With growth flagged as modest and stagnation looming, Brussels‑based business lobby urges bold policy moves to revive the engine.

As Europe turns the corner into autumn, a sobering economic message is echoing through the corridors of Brussels and across boardrooms from Lisbon to Helsinki: the continent’s engine is sputtering, growth is modest, and without decisive action the region risks entering a phase of “slow agony”—a protracted period of stagnation rather than sharp recession, but painful all the same.
The warning comes from BusinessEurope and other leading Brussels‑based business federations, which in their latest outlook caution that the European economy is growing only modestly and that policy levers must be pulled promptly if stagnation is to be averted.
A muted recovery, growing fragilities
According to recent projections, real GDP growth across the 27‑member bloc is expected to remain below long‑term typical levels.
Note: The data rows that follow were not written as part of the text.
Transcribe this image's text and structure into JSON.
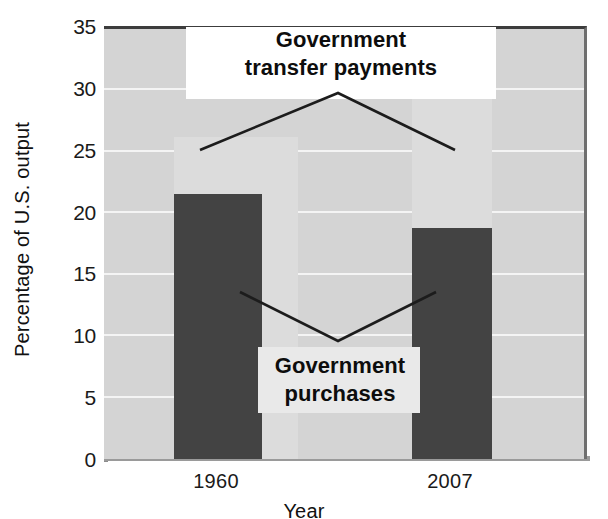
{
  "chart_data": {
    "type": "bar",
    "title": "",
    "subtitle": "",
    "xlabel": "Year",
    "ylabel": "Percentage of U.S. output",
    "categories": [
      "1960",
      "2007"
    ],
    "ylim": [
      0,
      35
    ],
    "yticks": [
      0,
      5,
      10,
      15,
      20,
      25,
      30,
      35
    ],
    "ytick_labels": [
      "0",
      "5",
      "10",
      "15",
      "20",
      "25",
      "30",
      "35"
    ],
    "grid": true,
    "legend_position": "inline-annotations",
    "series": [
      {
        "name": "Government transfer payments",
        "color": "#dcdcdc",
        "values": [
          26.2,
          31.0
        ]
      },
      {
        "name": "Government purchases",
        "color": "#434343",
        "values": [
          21.6,
          18.8
        ]
      }
    ],
    "annotations": [
      {
        "name": "transfer-payments-callout",
        "line1": "Government",
        "line2": "transfer payments",
        "text": "Government transfer payments",
        "points_to": [
          "1960",
          "2007"
        ]
      },
      {
        "name": "purchases-callout",
        "line1": "Government",
        "line2": "purchases",
        "text": "Government purchases",
        "points_to": [
          "1960",
          "2007"
        ]
      }
    ],
    "colors": {
      "plot_background": "#d4d4d4",
      "gridline": "#f4f4f4",
      "transfer_bar": "#dcdcdc",
      "purchases_bar": "#434343",
      "text": "#111111"
    }
  }
}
The Autumn Outlook for 2024–25, for instance, had indicated growth of around 0.9 % in 2024 with a modest uptick thereafter. Meanwhile, business sentiment remains cautious, investment weak, and regulatory and energy‑cost burdens continue to weigh on competitiveness.
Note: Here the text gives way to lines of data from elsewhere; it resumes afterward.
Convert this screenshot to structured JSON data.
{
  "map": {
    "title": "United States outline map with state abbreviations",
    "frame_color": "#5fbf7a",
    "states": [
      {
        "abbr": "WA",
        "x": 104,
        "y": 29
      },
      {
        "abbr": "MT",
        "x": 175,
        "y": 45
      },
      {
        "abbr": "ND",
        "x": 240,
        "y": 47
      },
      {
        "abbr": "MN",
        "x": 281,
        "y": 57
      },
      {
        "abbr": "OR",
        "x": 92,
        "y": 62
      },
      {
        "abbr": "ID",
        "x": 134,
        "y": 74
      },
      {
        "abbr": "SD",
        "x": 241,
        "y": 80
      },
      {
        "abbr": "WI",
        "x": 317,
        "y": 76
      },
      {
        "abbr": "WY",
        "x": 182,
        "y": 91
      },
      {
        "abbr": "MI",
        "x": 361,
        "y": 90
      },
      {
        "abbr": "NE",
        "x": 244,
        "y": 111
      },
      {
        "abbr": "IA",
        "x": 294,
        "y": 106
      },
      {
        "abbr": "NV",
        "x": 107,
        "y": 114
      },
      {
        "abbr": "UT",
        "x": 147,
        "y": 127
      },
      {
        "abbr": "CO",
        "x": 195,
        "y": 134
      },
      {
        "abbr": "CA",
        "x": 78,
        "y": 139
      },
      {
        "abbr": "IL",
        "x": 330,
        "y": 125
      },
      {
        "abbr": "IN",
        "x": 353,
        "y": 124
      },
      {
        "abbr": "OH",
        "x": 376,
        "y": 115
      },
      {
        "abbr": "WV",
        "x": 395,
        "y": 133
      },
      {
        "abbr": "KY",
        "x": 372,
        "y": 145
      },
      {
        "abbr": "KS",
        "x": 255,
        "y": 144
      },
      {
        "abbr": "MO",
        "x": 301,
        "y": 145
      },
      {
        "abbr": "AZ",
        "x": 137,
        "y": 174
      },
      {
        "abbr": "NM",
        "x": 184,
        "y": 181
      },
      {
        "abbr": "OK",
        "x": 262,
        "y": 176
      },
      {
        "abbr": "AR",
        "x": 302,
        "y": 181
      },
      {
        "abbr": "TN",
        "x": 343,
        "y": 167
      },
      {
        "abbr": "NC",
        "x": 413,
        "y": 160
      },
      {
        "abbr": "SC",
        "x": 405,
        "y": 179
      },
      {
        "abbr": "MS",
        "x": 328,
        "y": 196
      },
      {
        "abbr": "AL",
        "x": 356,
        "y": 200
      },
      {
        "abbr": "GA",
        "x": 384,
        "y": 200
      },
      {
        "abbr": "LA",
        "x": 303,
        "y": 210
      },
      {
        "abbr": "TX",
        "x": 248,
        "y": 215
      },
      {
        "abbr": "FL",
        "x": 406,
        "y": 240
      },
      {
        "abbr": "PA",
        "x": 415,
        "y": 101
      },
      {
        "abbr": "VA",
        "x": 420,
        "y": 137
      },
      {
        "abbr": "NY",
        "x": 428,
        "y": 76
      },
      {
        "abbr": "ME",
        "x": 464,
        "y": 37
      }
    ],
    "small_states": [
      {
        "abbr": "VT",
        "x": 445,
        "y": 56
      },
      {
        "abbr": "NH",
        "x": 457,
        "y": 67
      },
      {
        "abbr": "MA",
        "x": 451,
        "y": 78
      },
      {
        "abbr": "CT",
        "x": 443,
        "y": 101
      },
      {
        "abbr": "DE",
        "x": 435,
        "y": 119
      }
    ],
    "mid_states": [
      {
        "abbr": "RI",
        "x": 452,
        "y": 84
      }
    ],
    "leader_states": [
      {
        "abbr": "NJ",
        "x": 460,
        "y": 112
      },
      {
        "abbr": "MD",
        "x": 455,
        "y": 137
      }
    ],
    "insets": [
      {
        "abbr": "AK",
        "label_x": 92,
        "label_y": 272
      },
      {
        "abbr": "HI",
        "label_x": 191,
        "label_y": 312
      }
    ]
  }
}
What emerges is a portrait of an economy that is not collapsing—but neither is it thriving. Consumption is hanging on, but business investment remains sluggish, especially in energy‑intensive and manufacturing sectors. The world around Europe is changing fast—with trade tensions, a shifting global order, advancing digital and green transitions—but Europe’s capacity to respond is arguably weakened.
“Slow agony” is not a tagline—it’s a warning
BusinessEurope’s use of the phrase “slow agony” is telling. The danger is that Europe does not face a sharp downturn followed by rapid rebound, but rather a drawn‑out period of weak growth, under‑investment, and steadily declining global market share. The report points to structural weaknesses: labour shortages, rising regulatory burdens, high energy costs, and a business environment that is gradually losing competitiveness.
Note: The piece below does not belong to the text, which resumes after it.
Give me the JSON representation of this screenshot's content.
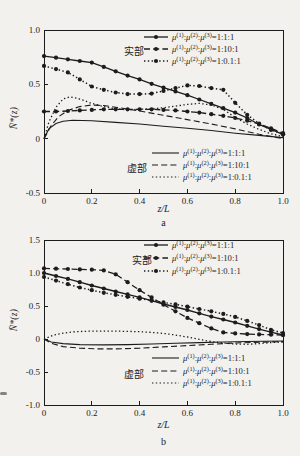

The longer Europe delays policy action to boost competitiveness, invest in the green and digital transitions, and ease burdens on business, the higher the risk that stagnation becomes the baseline rather than recovery.
Where policymakers must focus
To alter the trajectory, the autumn outlook highlights several key policy arenas:
- Boosting investment: Both public and private investments must accelerate. Europe needs to channel resources into infrastructure, innovation, and skills if it is to escape the growth trap. BusinessEurope explicitly flags the need for fiscal frames which enable sustained investment.
- Energy and cost of doing business: One recurring pain point is the high cost of energy and the regulatory overhead that many firms face. These factors erode price competitiveness and discourage investment in manufacturing.
- Completing the Single Market and unlocking business dynamism: The structural reforms are less glamorous than headline stimulus, but the report stresses that simplifying regulation, enhancing labour flexibility, and deepening capital markets are essential if Europe is to regain traction.
- Avoiding policy complacency: With inflation falling and interest rates stabilising in many parts, there is a risk that governments and central banks slip into complacency. But the outlook warns that the window for action may not remain open indefinitely.
Why the timing matters
This message comes at a moment when geopolitical risks, supply‑chain fragility and shifts in global demand are all converging. The autumn outlook warns that delaying action now will raise the cost of future rescue efforts and may lock Europe into a low‑growth path with adverse social and fiscal consequences.
For example, even if inflation moderates and household spending continues, the weak investment profile means productivity gains will remain elusive, and structural unemployment may slowly creep back up. In this sense, the “slow agony” refers not just to weak growth, but to a gradual erosion of economic potential.
What happens if Europe stands still?
If policy responses are half‑hearted or delayed, several scenarios could unfold:
- Growth nests around low single‑digit or sub‑one‑percent levels for years, making debt burdens heavier, public investment harder, and social spending under pressure.
- A gradual decline in export competitiveness as global peers move faster in digital/green sectors.
- Possible structural shifts: if manufacturing, especially in energy‑intensive industries, continues to lose ground, Europe could see de‑industrialisation in pockets and a hollowing out of its industrial base.
A call for urgency, not panic
While the tone of the outlook is sober, it does not signal imminent collapse. Instead, it is a call for urgency. The message to policymakers is clear: Europe must not assume that moderate growth is fine—it carries hidden risks and mounting costs.
For business leaders, the signal is also clear: the environment is not about to “reset” to high‑growth norms. Competitiveness matters. The ability to invest, to adapt, to innovate at speed, will determine which firms thrive.
Key takeaway for the autumn
As Europe moves into the final months of the year, the autumn economic outlook serves as a reminder that modest growth is not sufficient—it can become a trap. With low growth, no rebound in sight, and structural headwinds mounting, the region must act now: invest decisively, reform boldly, and seize the opportunity before the “slow agony” becomes reality.